View Full Version : about pythia
farshid2000
Sep21-10, 04:14 AM
Hi,
I'm Chen.
Recently I was trying to study the neutrino interaction with electron.
Question:
can Pythia generate the event of ( e , neutrino ->...) ?
if so, please help me for input program.
thanks
Chen
Drakkith
Sep21-10, 04:53 AM
What is Pythia exactly?
farshid2000
Sep21-10, 04:57 AM
it is an event generator
written by Cern using montecarlo method
daschaich
Sep21-10, 09:12 AM
it is an event generator
written by Cern using montecarlo method
Well, I was going to say that the majority of its main authors are at Fermilab, but checking I see that only two of five are at Fermilab, and there is even one at CERN (the other two are at Lund).
http://home.thep.lu.se/~torbjorn/Pythia.html
That page says, The current release is focussed towards LHC and Tevatron applications, i.e. high-energy pp and pbarp collisions. Also e+e- and mu+mu- annihilation processes may be simulated, but not e.g. ep, gammap or gammagamma collisions.
PYTHIA and its ilk are concerned with e+e- and hadronic colliders, which do not involve neutrinos in the initial state, so I don't think you're going to have much luck. You may be able to find more directly relevant software listed here (http://theorie.physik.uni-wuerzburg.de/~ohl/lc/generators.html), but I would try starting with MadGraph (http://madgraph.hep.uiuc.edu/), myself.
Parlyne
Sep22-10, 04:26 PM
In my experience, Pythia can generally do absolutely anything other than whatever the specific thing you want it to do is...
Seriously though, MadGraph and CalcHEP are probably your best bets (provided you don't need to go beyond leading order). If you want Standard Model results, MadGraph is probably the better choice; but, if you need to build your own models, CalcHEP is often simpler.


● **ASSIGNMENT**:
Give back every record exactly as it reads.

(PROVIDED ENTRIES Opens)

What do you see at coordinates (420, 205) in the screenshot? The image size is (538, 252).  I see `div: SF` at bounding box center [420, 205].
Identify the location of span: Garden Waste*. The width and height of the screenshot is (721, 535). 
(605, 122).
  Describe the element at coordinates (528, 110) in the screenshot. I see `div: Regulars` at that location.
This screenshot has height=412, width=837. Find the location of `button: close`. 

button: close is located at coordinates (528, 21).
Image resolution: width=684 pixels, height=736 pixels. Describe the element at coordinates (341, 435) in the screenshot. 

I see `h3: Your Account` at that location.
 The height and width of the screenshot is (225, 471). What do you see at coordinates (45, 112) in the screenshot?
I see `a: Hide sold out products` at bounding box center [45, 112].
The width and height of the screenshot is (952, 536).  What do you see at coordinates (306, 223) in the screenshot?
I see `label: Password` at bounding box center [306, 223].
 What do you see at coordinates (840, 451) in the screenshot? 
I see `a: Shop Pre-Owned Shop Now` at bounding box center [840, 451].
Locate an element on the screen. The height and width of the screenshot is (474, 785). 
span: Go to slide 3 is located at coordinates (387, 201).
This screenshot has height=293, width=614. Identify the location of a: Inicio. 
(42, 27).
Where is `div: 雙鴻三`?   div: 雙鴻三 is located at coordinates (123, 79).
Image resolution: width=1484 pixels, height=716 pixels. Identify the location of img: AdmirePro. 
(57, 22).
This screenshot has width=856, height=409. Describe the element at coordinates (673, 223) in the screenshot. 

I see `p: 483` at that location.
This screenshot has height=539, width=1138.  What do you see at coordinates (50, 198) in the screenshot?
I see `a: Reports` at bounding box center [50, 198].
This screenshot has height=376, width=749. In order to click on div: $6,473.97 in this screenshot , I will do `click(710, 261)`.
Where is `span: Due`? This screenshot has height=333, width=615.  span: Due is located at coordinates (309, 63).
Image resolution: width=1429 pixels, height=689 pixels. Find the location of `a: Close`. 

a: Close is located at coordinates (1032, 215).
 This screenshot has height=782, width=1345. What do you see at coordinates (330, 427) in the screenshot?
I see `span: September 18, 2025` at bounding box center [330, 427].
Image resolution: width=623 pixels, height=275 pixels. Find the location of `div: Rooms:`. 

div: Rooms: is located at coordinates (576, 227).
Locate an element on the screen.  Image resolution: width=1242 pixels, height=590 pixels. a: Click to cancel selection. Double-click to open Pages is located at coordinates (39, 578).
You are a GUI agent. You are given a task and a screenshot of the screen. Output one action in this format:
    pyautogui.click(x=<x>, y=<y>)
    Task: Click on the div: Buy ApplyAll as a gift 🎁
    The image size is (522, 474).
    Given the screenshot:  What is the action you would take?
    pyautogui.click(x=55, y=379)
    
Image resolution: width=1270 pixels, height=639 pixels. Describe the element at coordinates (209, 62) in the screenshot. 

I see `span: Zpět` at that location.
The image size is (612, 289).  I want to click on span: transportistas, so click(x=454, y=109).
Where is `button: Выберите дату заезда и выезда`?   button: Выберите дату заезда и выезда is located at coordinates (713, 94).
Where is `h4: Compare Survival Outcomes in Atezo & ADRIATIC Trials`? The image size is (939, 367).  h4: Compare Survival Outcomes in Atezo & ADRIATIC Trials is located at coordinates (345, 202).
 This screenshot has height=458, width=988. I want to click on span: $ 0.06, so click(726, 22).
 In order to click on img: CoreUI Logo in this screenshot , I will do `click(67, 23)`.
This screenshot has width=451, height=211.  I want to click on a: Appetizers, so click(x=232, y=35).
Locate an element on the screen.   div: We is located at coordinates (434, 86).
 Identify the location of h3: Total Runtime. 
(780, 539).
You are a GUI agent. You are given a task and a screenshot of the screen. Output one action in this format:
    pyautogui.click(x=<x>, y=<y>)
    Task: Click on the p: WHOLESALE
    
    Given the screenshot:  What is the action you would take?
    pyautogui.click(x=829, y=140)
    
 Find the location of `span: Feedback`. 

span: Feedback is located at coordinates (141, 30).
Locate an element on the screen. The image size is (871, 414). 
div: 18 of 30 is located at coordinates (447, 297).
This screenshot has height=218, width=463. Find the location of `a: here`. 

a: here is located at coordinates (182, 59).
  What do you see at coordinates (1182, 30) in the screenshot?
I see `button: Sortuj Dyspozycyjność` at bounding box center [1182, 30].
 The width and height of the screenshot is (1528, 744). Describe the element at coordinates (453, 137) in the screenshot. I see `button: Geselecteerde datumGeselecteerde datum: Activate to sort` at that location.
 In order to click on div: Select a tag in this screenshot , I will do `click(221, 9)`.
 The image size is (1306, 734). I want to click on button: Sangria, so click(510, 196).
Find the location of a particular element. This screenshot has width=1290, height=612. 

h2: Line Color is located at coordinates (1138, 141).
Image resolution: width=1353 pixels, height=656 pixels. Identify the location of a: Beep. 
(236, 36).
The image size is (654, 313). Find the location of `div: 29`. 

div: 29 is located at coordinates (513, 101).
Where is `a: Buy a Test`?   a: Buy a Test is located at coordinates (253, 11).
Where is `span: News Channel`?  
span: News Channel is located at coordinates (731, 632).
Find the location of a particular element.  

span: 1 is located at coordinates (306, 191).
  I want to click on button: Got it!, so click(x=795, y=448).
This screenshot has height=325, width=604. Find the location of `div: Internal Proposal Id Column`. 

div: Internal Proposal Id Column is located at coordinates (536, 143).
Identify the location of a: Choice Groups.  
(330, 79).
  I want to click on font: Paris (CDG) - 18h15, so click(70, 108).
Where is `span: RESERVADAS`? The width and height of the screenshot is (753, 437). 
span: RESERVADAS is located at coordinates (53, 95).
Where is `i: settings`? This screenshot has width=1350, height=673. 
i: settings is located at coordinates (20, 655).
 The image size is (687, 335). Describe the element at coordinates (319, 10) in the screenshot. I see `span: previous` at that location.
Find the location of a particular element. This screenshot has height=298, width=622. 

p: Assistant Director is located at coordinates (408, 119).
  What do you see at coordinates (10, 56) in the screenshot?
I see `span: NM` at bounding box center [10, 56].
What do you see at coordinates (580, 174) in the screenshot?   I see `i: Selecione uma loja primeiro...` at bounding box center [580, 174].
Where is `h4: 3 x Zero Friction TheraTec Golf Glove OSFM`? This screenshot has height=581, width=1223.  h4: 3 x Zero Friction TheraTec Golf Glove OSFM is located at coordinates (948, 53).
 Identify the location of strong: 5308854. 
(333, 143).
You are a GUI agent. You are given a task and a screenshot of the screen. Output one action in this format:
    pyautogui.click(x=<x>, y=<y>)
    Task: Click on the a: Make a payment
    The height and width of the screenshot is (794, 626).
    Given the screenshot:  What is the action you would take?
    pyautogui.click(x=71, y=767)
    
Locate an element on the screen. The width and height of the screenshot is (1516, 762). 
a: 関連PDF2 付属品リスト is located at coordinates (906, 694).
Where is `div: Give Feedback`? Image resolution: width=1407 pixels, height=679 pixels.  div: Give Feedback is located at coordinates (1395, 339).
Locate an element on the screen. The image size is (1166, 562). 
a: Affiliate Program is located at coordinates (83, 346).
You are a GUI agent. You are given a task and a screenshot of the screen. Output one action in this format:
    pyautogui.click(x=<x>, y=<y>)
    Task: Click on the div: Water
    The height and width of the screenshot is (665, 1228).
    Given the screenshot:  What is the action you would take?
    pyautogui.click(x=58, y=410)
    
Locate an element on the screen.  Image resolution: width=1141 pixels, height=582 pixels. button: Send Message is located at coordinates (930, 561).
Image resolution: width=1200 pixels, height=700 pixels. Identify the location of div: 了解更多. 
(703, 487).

(PROVIDED ENTRIES Closes)

● **YOUR SOLUTION**:
What do you see at coordinates (420, 205) in the screenshot? The image size is (538, 252).  I see `div: SF` at bounding box center [420, 205].
Identify the location of span: Garden Waste*. The width and height of the screenshot is (721, 535). 
(605, 122).
  Describe the element at coordinates (528, 110) in the screenshot. I see `div: Regulars` at that location.
This screenshot has height=412, width=837. Find the location of `button: close`. 

button: close is located at coordinates (528, 21).
Image resolution: width=684 pixels, height=736 pixels. Describe the element at coordinates (341, 435) in the screenshot. 

I see `h3: Your Account` at that location.
 The height and width of the screenshot is (225, 471). What do you see at coordinates (45, 112) in the screenshot?
I see `a: Hide sold out products` at bounding box center [45, 112].
The width and height of the screenshot is (952, 536).  What do you see at coordinates (306, 223) in the screenshot?
I see `label: Password` at bounding box center [306, 223].
 What do you see at coordinates (840, 451) in the screenshot? 
I see `a: Shop Pre-Owned Shop Now` at bounding box center [840, 451].
Locate an element on the screen. The height and width of the screenshot is (474, 785). 
span: Go to slide 3 is located at coordinates (387, 201).
This screenshot has height=293, width=614. Identify the location of a: Inicio. 
(42, 27).
Where is `div: 雙鴻三`?   div: 雙鴻三 is located at coordinates (123, 79).
Image resolution: width=1484 pixels, height=716 pixels. Identify the location of img: AdmirePro. 
(57, 22).
This screenshot has width=856, height=409. Describe the element at coordinates (673, 223) in the screenshot. 

I see `p: 483` at that location.
This screenshot has height=539, width=1138.  What do you see at coordinates (50, 198) in the screenshot?
I see `a: Reports` at bounding box center [50, 198].
This screenshot has height=376, width=749. In order to click on div: $6,473.97 in this screenshot , I will do `click(710, 261)`.
Where is `span: Due`? This screenshot has height=333, width=615.  span: Due is located at coordinates (309, 63).
Image resolution: width=1429 pixels, height=689 pixels. Find the location of `a: Close`. 

a: Close is located at coordinates (1032, 215).
 This screenshot has height=782, width=1345. What do you see at coordinates (330, 427) in the screenshot?
I see `span: September 18, 2025` at bounding box center [330, 427].
Image resolution: width=623 pixels, height=275 pixels. Find the location of `div: Rooms:`. 

div: Rooms: is located at coordinates (576, 227).
Locate an element on the screen.  Image resolution: width=1242 pixels, height=590 pixels. a: Click to cancel selection. Double-click to open Pages is located at coordinates (39, 578).
You are a GUI agent. You are given a task and a screenshot of the screen. Output one action in this format:
    pyautogui.click(x=<x>, y=<y>)
    Task: Click on the div: Buy ApplyAll as a gift 🎁
    The image size is (522, 474).
    Given the screenshot:  What is the action you would take?
    pyautogui.click(x=55, y=379)
    
Image resolution: width=1270 pixels, height=639 pixels. Describe the element at coordinates (209, 62) in the screenshot. 

I see `span: Zpět` at that location.
The image size is (612, 289).  I want to click on span: transportistas, so click(x=454, y=109).
Where is `button: Выберите дату заезда и выезда`?   button: Выберите дату заезда и выезда is located at coordinates (713, 94).
Where is `h4: Compare Survival Outcomes in Atezo & ADRIATIC Trials`? The image size is (939, 367).  h4: Compare Survival Outcomes in Atezo & ADRIATIC Trials is located at coordinates (345, 202).
 This screenshot has height=458, width=988. I want to click on span: $ 0.06, so click(726, 22).
 In order to click on img: CoreUI Logo in this screenshot , I will do `click(67, 23)`.
This screenshot has width=451, height=211.  I want to click on a: Appetizers, so click(x=232, y=35).
Locate an element on the screen.   div: We is located at coordinates (434, 86).
 Identify the location of h3: Total Runtime. 
(780, 539).
You are a GUI agent. You are given a task and a screenshot of the screen. Output one action in this format:
    pyautogui.click(x=<x>, y=<y>)
    Task: Click on the p: WHOLESALE
    
    Given the screenshot:  What is the action you would take?
    pyautogui.click(x=829, y=140)
    
 Find the location of `span: Feedback`. 

span: Feedback is located at coordinates (141, 30).
Locate an element on the screen. The image size is (871, 414). 
div: 18 of 30 is located at coordinates (447, 297).
This screenshot has height=218, width=463. Find the location of `a: here`. 

a: here is located at coordinates (182, 59).
  What do you see at coordinates (1182, 30) in the screenshot?
I see `button: Sortuj Dyspozycyjność` at bounding box center [1182, 30].
 The width and height of the screenshot is (1528, 744). Describe the element at coordinates (453, 137) in the screenshot. I see `button: Geselecteerde datumGeselecteerde datum: Activate to sort` at that location.
 In order to click on div: Select a tag in this screenshot , I will do `click(221, 9)`.
 The image size is (1306, 734). I want to click on button: Sangria, so click(510, 196).
Find the location of a particular element. This screenshot has width=1290, height=612. 

h2: Line Color is located at coordinates (1138, 141).
Image resolution: width=1353 pixels, height=656 pixels. Identify the location of a: Beep. 
(236, 36).
The image size is (654, 313). Find the location of `div: 29`. 

div: 29 is located at coordinates (513, 101).
Where is `a: Buy a Test`?   a: Buy a Test is located at coordinates (253, 11).
Where is `span: News Channel`?  
span: News Channel is located at coordinates (731, 632).
Find the location of a particular element.  

span: 1 is located at coordinates (306, 191).
  I want to click on button: Got it!, so click(x=795, y=448).
This screenshot has height=325, width=604. Find the location of `div: Internal Proposal Id Column`. 

div: Internal Proposal Id Column is located at coordinates (536, 143).
Identify the location of a: Choice Groups.  
(330, 79).
  I want to click on font: Paris (CDG) - 18h15, so click(70, 108).
Where is `span: RESERVADAS`? The width and height of the screenshot is (753, 437). 
span: RESERVADAS is located at coordinates (53, 95).
Where is `i: settings`? This screenshot has width=1350, height=673. 
i: settings is located at coordinates (20, 655).
 The image size is (687, 335). Describe the element at coordinates (319, 10) in the screenshot. I see `span: previous` at that location.
Find the location of a particular element. This screenshot has height=298, width=622. 

p: Assistant Director is located at coordinates (408, 119).
  What do you see at coordinates (10, 56) in the screenshot?
I see `span: NM` at bounding box center [10, 56].
What do you see at coordinates (580, 174) in the screenshot?   I see `i: Selecione uma loja primeiro...` at bounding box center [580, 174].
Where is `h4: 3 x Zero Friction TheraTec Golf Glove OSFM`? This screenshot has height=581, width=1223.  h4: 3 x Zero Friction TheraTec Golf Glove OSFM is located at coordinates (948, 53).
 Identify the location of strong: 5308854. 
(333, 143).
You are a GUI agent. You are given a task and a screenshot of the screen. Output one action in this format:
    pyautogui.click(x=<x>, y=<y>)
    Task: Click on the a: Make a payment
    The height and width of the screenshot is (794, 626).
    Given the screenshot:  What is the action you would take?
    pyautogui.click(x=71, y=767)
    
Locate an element on the screen. The width and height of the screenshot is (1516, 762). 
a: 関連PDF2 付属品リスト is located at coordinates (906, 694).
Where is `div: Give Feedback`? Image resolution: width=1407 pixels, height=679 pixels.  div: Give Feedback is located at coordinates (1395, 339).
Locate an element on the screen. The image size is (1166, 562). 
a: Affiliate Program is located at coordinates (83, 346).
You are a GUI agent. You are given a task and a screenshot of the screen. Output one action in this format:
    pyautogui.click(x=<x>, y=<y>)
    Task: Click on the div: Water
    The height and width of the screenshot is (665, 1228).
    Given the screenshot:  What is the action you would take?
    pyautogui.click(x=58, y=410)
    
Locate an element on the screen.  Image resolution: width=1141 pixels, height=582 pixels. button: Send Message is located at coordinates (930, 561).
Image resolution: width=1200 pixels, height=700 pixels. Identify the location of div: 了解更多. 
(703, 487).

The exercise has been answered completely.